I have decided I am going to start keeping a journal. I listened to Tim Ferris’s interview with Penn Jillette, and I was really impressed with Penn’s journaling. He started keeping a journal when he was 30, and at the time he felt that it was already too late. He has kept the journal for 34 years without skipping a day. Every day he writes about important conversations he had and reviews books he’s read and movies he’s watched. He writes about things that happened that day. But most importantly, he looks at what he wrote a year, ten years, and twenty years ago on that day. This allows him to time travel.
I love this idea; it allows you to travel back to your life in the past and retain memories and thoughts you’d otherwise lose as they were replaced by the daily noise. There is an interesting side effect, too: Writing book and movie reviews makes you want to want to watch movies and read books that are worthy to be written about.
I am curious how journaling will impact what I write about (and what I publish). I can only dedicate so much time to writing each day. This journal somehow seems more important than some of the usual things I do. My writing may switch from making stock market observations to become more personal in nature. This may also be a great way for me to retain knowledge (thoughts) that I gain throughout the day and then somehow lose by the end of the day.
Writing down important conversations I have on a daily basis is a great idea, too. Aside from helping me not to forget them, it may allow me to explore them further on my own. For instance, yesterday I spoke to a friend about the impact that WeWork had on unicorns (companies with very large valuations that recently went public). Before WeWork blew up, unicorns had access to endless amounts of capital, as private and then public investors were willing to finance their losses unquestioningly.
The WeWork blowup may have changed that, and it is great thing for companies that have sustainable business models and not so good news for the ones that don’t. Uber and Lyft come to mind here. Access to abundant capital forced these companies to fight a war of attrition.
I listened to Lyft’s earnings call, where management talked about how they started to raise prices and Uber followed. Then they stopped issuing discount coupons and Uber did not, and they resumed. Lyft’s CEO said that they’ll be “the follower,” not the leader in price setting from now on. I get a feeling that Uber management listened in on this call, too. There is no reason why Uber and Lyft cannot have a cozy, rational duopoly in the US (Lyft is a US-only company).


» **Work instruction**: Each record must be copied in full and unchanged; any image it holds is excluded.

*** Block opens ***

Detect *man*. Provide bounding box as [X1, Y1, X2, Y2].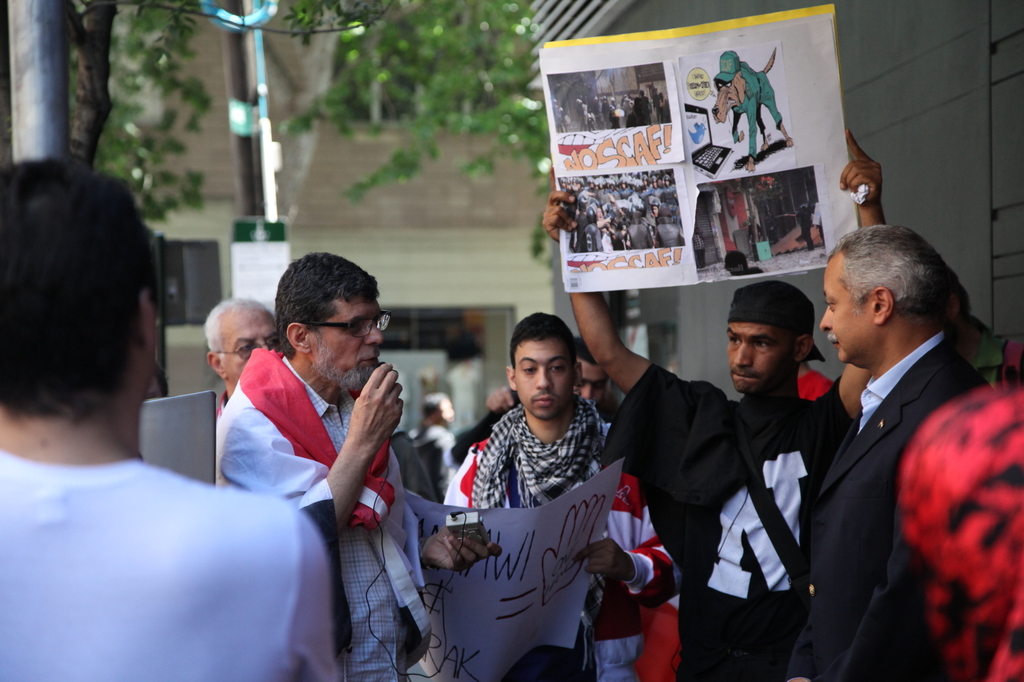
[205, 299, 278, 418].
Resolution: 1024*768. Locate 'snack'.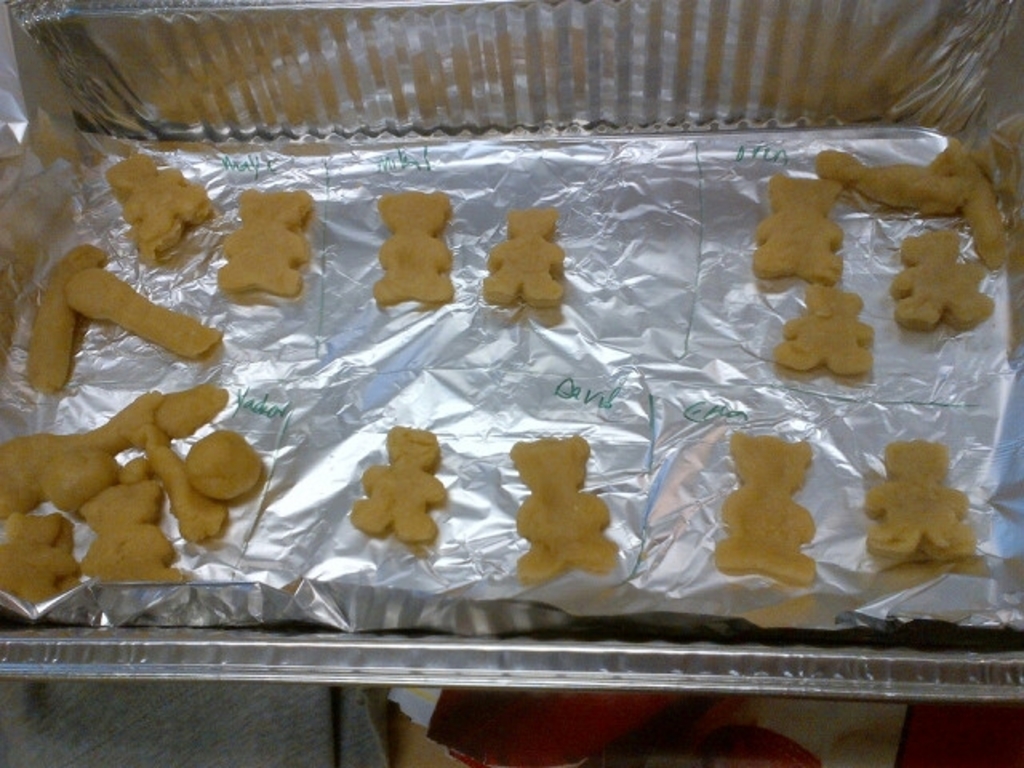
(left=506, top=437, right=634, bottom=586).
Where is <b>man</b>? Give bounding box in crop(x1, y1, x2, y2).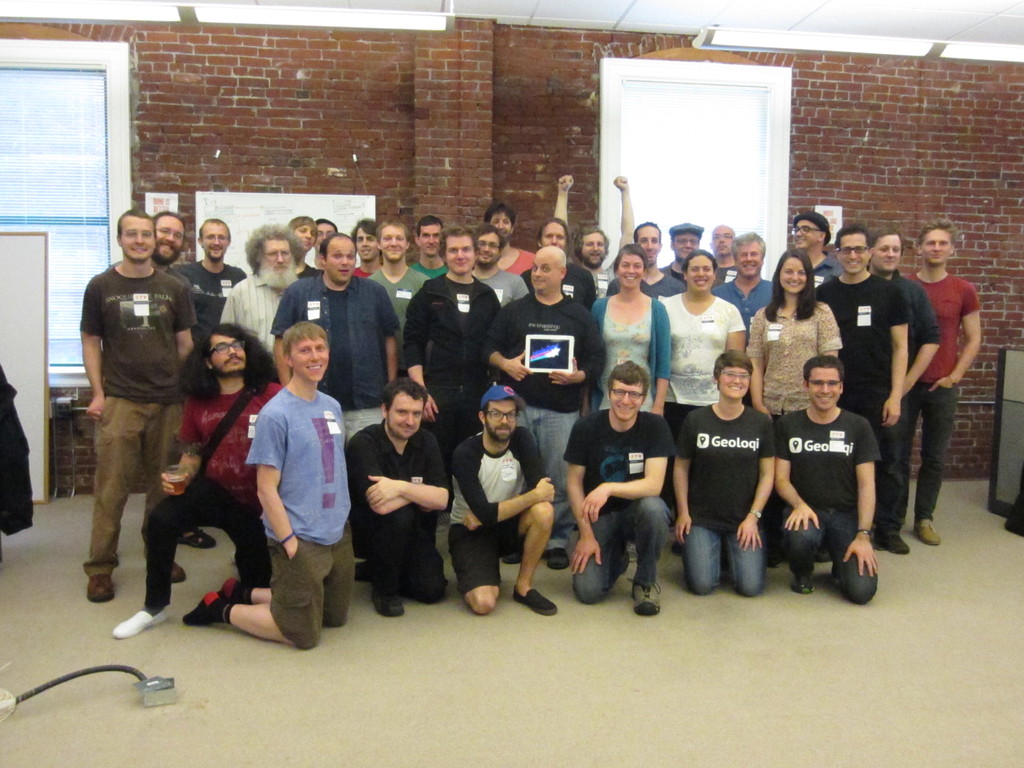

*** Block closes ***

» **Response to the exercise**:
Detect *man*. Provide bounding box as [X1, Y1, X2, Y2].
[205, 299, 278, 418].
Resolution: 1024*768. Locate 'snack'.
(left=506, top=437, right=634, bottom=586).
Where is <b>man</b>? Give bounding box in crop(x1, y1, x2, y2).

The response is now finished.